Alister McGrath has a slightly different attitude toward tradition. His stress is not on learning from the understanding of past theologians but rather on observing how their cultural and philosophical assumptions affected their reading of Scripture. The image one gets from McGrath is that Scripture is basic, and perhaps somehow solid, while culture and philosophy are shifting. By contrast, the image one gets from Grenz is that theology is shifting, because its very basis is not a solid Bible but the biblically informed understanding of the Christian community.

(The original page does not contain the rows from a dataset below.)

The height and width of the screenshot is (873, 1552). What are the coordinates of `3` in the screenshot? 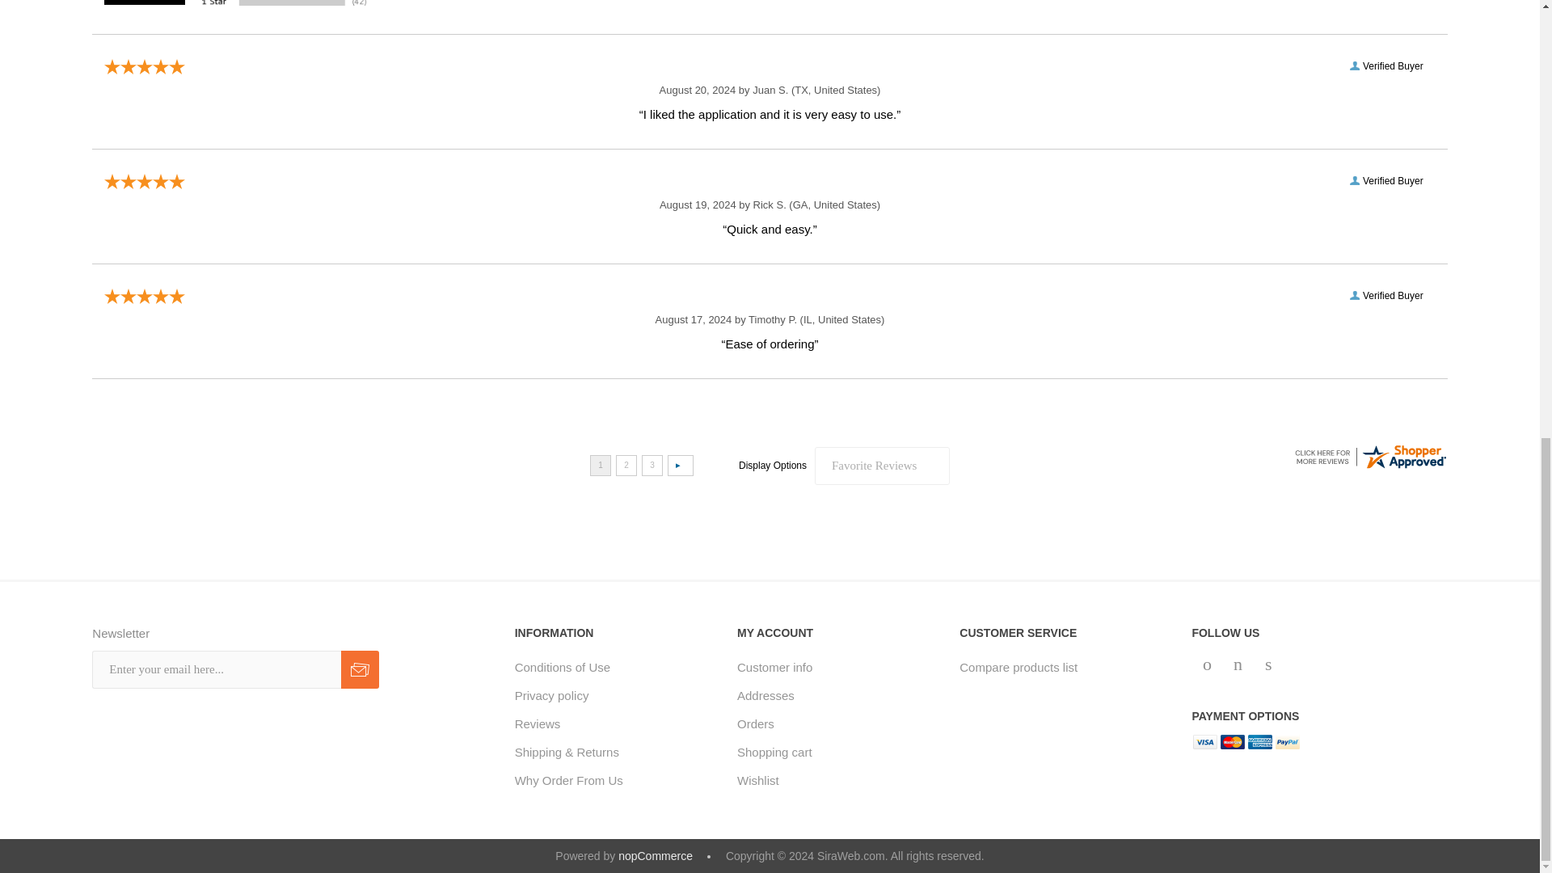 It's located at (651, 465).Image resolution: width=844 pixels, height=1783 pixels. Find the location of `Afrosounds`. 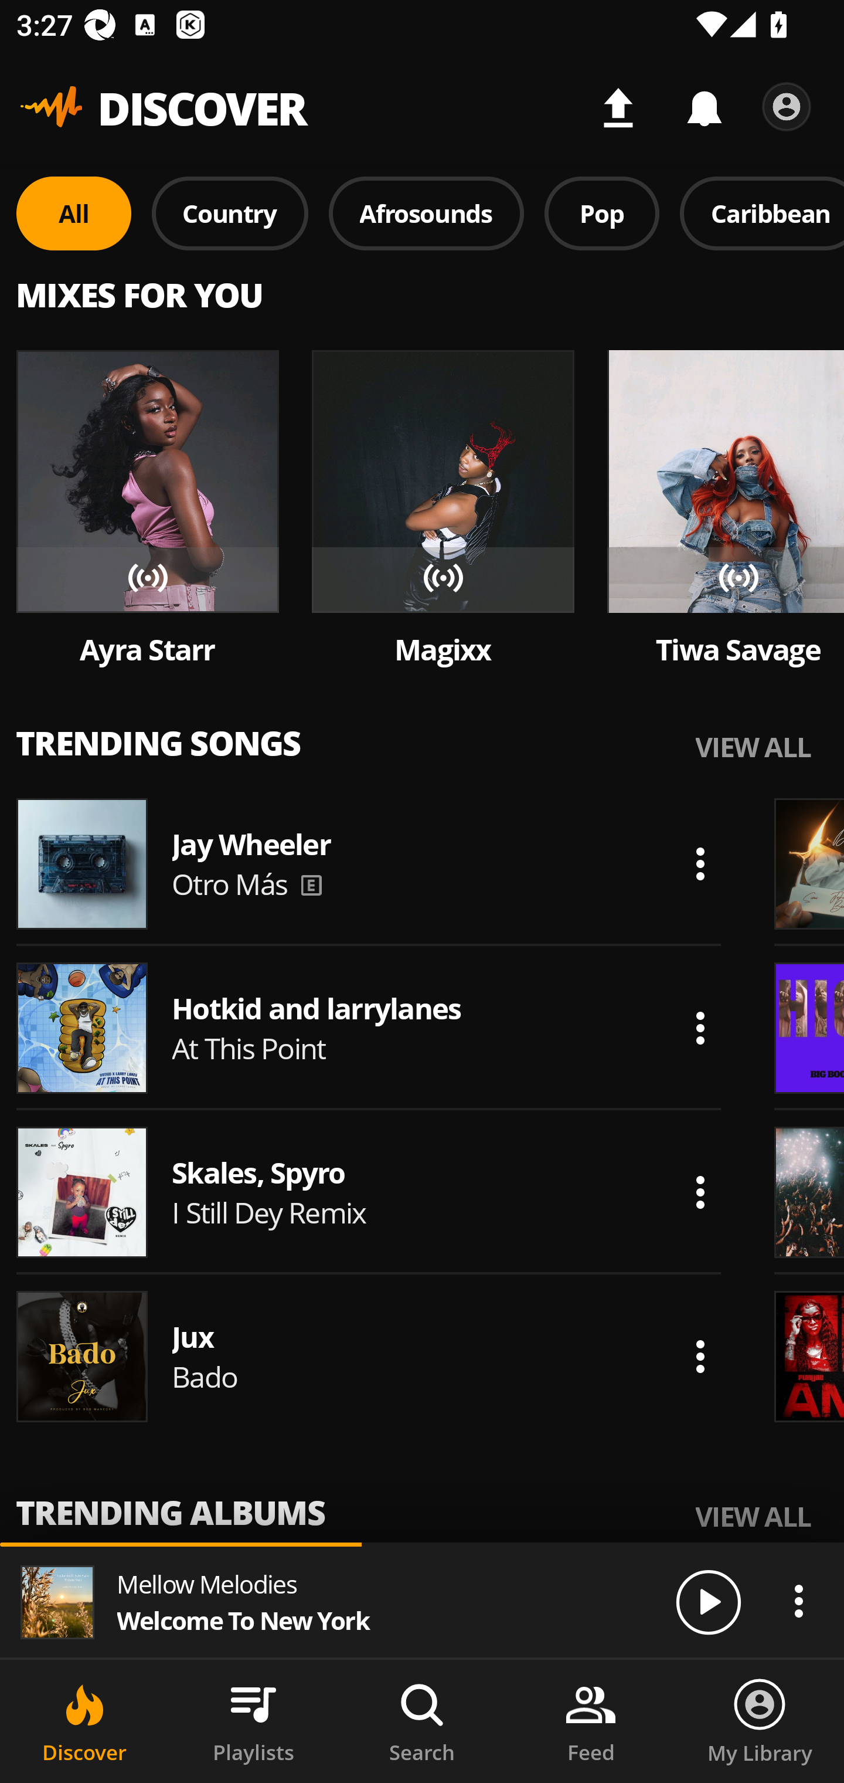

This book is about the future of evangelical theology. Those who are ringing the changes are Grenz, Vanhoozer, and Trevor Hart, who writes a final response promoting theological imagination. They best fit Roger Olson's claim that this volume is "postconservative," a characterization that the editor John Stackhouse resists. Postconservatism is a trend among some evangelicals that transcends conservative-liberal disagreements over the place of Scripture and experience. Vanhoozer defines postconservatives as canonical-linguistic. This distinguishes them from postliberals who, following George Lindbeck, posit a cultural-linguistic understanding of the context of faith (p. 77). A canonical-linguistic approach looks to the canon of Scripture for the shaping of our norms, whereas postliberals see all our norms, including the acceptance of an authoritative Scripture, as culturally shaped.
Both postliberals and postconservatives see that neither Scripture nor experience can be isolated and used as primary raw data, and so both set about dismantling foundationalism in modern theology. Foundationalism in liberal theology treats human experience as basic. Foundationalism in evangelical theology looks like this: it requires an authoritative Bible at the base of its system; otherwise, it says, there is no sure ground for faith. It then infers doctrines from Scripture, seeking first to interpret the meaning of the text, and then apply that meaning to our own cultural context.
Some contributors to Evangelical Futures remain within this mindset. Stackhouse points out that J.I. Packer is hardly a postconservative. Hardly, indeed. Packer is still fighting an evangelical-liberal battle (pp. 183, 186) and working with a model whereby meaning and understanding precede application. He holds that we need to "move on from knowing about God to a relational acquaintance with God himself" (quoted by McGrath, p. 19), as though our knowledge about God were not already shaped by our affections. He also calls for "surefooted application of Bible teaching to the life of today's church" (p. 187). He must feel uncomfortable with postconservative attempts to wean us away from sure-footedness, but he will not argue the point. He contributes to the volume more as an elder statesman than as a significant participant in debate.
Similarly to Packer, McGrath and Stackhouse treat theology and piety as separate activities which we somehow need to unite (e.g. pp. 26, 51). One wonders how wisdom will ever develop in such a world, where the discernment of meaning is held separate from spiritual attunement and our development as disciples of Christ.
Vanhoozer and Grenz are more conscious of the role of the affections in shaping our understanding. They draw on the Reformed epistemology of Alvin Plantinga and Nicholas Wolterstorff and extend the notion of properly functioning cognitive faculties to the idea of interpretive virtues that enable us to read Scripture aright. Grenz understands this in terms of being nurtured within a Christian community. He identifies "the specifically Christian experience-facilitating interpretive framework" as basic for theology (p. 131). Vanhoozer is more individualistic: we are to pray for the interpretive virtues and to curb our sinful will- fulness to go against the grain of the text (pp. 87-88). He emphasizes God's calling on the individual as prior to our entry into the church (p. 86).